The indus­tri­al inno­va­tions, com­bined with Steiner’s dra­mat­ic intu­ition, inspired scores of tal­ent­ed film com­posers who flour­ished dur­ing Hollywood’s so-called Gold­en Era’, includ­ing Erich Wolf­gang Korn­gold, Alfred New­man, Bernard Her­rmann, Franz Wax­man, and Dim­itri Tiomkin. New­man would invent the 20th Cen­tu­ry Fox (now 20th Cen­tu­ry Stu­dios) fan­fare, one of the world’s most famous musi­cal sig­na­tures. The scores of this peri­od began to tran­si­tion from Euro­pean roman­ti­cism, import­ed from Aus­tria by the likes of Stein­er and Korn­gold, to a more typ­i­cal­ly Amer­i­can’ sound that had already been pop­u­larised in the con­cert hall by Aaron Copland.

Emile Mosseri is a com­pos­er whose sound mix­es del­i­cate tones, unusu­al inter­vals, and chord sus­pen­sions with lush orches­tral tex­tures.

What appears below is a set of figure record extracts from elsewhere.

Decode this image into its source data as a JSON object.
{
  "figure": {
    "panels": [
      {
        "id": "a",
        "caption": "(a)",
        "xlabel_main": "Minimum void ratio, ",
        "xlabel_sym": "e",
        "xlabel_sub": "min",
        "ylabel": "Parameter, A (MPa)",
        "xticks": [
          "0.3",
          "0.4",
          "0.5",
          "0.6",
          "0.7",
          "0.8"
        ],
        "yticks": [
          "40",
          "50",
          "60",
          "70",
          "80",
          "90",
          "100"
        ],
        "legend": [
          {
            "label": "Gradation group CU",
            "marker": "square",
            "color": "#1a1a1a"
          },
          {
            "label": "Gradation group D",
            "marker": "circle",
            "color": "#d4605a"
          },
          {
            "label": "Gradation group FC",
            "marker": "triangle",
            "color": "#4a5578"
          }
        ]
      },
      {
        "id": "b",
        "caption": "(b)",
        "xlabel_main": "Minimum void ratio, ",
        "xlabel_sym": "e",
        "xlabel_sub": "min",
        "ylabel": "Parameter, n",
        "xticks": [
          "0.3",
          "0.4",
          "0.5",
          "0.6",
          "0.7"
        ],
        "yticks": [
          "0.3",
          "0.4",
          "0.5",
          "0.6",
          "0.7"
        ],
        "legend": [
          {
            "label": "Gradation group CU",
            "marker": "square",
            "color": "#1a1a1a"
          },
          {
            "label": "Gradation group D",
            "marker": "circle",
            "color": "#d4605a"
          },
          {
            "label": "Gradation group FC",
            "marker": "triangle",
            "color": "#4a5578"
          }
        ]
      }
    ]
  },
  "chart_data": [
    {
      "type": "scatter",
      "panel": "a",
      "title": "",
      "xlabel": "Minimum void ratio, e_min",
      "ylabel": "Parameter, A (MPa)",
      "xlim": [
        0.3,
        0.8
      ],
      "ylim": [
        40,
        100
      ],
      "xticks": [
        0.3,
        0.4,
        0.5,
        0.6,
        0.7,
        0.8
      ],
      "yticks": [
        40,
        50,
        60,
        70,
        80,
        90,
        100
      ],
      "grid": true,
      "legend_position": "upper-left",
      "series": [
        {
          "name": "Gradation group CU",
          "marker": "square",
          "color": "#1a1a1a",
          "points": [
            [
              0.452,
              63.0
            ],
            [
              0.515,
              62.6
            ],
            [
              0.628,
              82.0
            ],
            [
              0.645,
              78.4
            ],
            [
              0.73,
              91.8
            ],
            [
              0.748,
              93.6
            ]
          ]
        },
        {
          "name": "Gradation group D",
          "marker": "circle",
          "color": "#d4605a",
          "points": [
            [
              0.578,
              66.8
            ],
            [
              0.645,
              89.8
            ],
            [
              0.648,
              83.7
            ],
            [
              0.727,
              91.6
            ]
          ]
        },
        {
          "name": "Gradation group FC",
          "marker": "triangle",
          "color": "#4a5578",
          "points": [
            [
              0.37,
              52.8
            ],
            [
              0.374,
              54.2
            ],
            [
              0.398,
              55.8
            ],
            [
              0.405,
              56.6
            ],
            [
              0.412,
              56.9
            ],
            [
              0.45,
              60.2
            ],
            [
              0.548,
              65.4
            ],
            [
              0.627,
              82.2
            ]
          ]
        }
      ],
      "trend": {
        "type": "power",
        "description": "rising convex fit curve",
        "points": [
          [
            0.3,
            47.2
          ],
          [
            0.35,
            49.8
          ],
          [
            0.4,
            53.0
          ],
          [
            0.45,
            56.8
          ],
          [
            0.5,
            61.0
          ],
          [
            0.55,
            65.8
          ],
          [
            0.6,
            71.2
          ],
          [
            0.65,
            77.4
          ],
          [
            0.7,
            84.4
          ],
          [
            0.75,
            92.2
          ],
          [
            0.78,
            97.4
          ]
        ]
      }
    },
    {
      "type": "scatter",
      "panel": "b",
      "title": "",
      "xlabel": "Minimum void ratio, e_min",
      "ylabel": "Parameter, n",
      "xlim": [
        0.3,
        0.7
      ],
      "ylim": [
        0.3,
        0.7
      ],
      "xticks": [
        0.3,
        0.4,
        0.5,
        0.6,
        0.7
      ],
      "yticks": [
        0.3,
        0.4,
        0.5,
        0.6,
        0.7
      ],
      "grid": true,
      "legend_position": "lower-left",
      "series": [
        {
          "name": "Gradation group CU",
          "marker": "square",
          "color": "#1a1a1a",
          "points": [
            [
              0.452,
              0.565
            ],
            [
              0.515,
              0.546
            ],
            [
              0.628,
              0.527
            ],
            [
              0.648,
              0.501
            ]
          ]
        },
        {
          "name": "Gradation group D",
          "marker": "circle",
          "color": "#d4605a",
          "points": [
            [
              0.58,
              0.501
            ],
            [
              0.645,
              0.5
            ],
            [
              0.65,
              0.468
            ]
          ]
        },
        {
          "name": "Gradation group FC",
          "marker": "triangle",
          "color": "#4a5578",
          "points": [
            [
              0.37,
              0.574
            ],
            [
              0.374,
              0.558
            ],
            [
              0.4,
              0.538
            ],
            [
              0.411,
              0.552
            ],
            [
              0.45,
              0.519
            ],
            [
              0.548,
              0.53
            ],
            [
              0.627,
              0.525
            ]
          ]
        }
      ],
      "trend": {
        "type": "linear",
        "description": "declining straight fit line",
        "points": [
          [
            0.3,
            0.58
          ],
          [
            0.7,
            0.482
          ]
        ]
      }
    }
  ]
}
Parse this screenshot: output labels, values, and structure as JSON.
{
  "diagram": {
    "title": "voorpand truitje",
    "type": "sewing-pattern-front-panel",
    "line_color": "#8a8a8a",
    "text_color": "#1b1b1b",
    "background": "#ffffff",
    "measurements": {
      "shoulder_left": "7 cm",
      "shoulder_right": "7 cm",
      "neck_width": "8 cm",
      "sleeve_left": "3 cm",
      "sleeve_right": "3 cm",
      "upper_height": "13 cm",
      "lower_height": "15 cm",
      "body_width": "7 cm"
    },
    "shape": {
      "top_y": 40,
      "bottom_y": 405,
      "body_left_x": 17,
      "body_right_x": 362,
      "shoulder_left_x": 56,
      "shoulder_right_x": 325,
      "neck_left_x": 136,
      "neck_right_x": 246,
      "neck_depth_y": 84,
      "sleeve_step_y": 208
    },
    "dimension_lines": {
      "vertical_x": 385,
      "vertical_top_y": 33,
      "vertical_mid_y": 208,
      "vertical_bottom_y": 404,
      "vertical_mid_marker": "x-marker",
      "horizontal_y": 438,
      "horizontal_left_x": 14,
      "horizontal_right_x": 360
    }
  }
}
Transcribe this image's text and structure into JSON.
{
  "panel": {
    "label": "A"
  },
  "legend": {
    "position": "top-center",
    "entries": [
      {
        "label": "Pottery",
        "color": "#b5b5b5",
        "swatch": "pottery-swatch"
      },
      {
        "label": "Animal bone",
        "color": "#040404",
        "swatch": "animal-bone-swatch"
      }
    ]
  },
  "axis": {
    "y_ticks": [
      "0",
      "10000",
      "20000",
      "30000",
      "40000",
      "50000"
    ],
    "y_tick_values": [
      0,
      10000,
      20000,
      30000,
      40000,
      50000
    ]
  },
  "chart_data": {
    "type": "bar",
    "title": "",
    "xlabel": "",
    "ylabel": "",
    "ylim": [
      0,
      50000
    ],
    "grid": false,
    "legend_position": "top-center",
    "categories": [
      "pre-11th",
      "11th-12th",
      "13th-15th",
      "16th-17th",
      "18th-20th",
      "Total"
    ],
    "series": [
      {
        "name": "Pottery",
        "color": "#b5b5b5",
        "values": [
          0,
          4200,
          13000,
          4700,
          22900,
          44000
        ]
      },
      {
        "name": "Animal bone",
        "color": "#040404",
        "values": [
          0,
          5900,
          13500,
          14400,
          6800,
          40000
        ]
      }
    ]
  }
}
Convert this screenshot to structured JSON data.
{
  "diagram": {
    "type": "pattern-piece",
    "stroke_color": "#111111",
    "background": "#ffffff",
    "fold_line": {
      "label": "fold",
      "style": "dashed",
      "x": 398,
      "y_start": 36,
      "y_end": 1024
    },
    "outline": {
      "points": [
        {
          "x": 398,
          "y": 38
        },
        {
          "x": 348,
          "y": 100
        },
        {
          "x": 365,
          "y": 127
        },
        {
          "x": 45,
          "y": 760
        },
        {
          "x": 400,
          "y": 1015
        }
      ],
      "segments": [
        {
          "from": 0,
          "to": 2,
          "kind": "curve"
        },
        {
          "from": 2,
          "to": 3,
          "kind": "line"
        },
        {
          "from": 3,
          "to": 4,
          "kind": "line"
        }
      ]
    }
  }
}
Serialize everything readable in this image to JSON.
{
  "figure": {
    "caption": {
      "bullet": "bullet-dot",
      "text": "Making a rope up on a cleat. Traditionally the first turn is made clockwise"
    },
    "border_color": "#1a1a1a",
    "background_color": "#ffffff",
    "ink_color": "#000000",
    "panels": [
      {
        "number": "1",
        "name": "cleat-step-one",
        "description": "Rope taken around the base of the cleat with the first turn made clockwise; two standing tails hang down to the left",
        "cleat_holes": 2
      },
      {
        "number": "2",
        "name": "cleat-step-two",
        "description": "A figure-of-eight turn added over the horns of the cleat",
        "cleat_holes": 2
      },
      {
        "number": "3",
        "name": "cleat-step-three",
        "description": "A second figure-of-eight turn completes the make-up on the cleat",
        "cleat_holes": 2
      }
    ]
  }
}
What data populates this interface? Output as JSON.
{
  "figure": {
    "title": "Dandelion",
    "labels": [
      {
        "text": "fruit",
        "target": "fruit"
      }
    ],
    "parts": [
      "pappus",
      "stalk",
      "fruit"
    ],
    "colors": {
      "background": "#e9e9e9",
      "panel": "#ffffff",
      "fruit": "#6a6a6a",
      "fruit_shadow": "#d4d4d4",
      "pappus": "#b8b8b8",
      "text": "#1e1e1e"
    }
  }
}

Off the back of praised works such as The Last Black Man in San Fran­cis­co (2019) and the Oscar-win­ning Minari (2021), Mosseri’s voice has been hailed as invig­o­rat­ing and distinctive.

The main rea­son why a com­pos­er is hired is that they’ve com­posed some­thing in the past that res­onates with the direc­tor,” Mosseri explains. It’s just your musi­cal instincts. Every­one has some­thing they grav­i­tate towards. It’s going to sound like you if it comes from you. In Minari, the music was intend­ed to float in an impres­sion­is­tic way. The music is dream­like and sug­gests things with­out using a heavy hand. Work­ing on that film was an absolute dream.”

The goal was to fig­ure out what child­hood mem­o­ry would sound like musi­cal­ly. I must praise the instincts of direc­tor Lee Isaac Chung and edi­tor Har­ry Yoon – they placed music where I hadn’t imag­ined it going. In a way, I feel like they co-scored the film. Cer­tain pieces of music weren’t nec­es­sar­i­ly pow­er­ful on their own, but via this strate­gic, poet­ic place­ment, the music took on a new life. On the oth­er hand, for a par­tic­u­lar scene in The Last Black Man in San Fran­cis­co, we removed the music and left it dry, which, as it turns out, was the best approach. In terms of spot­ting, where you put music is just as impor­tant as what goes in.”

This is an extract from an essay that orig­i­nal­ly appeared in Com­pos­er mag­a­zine.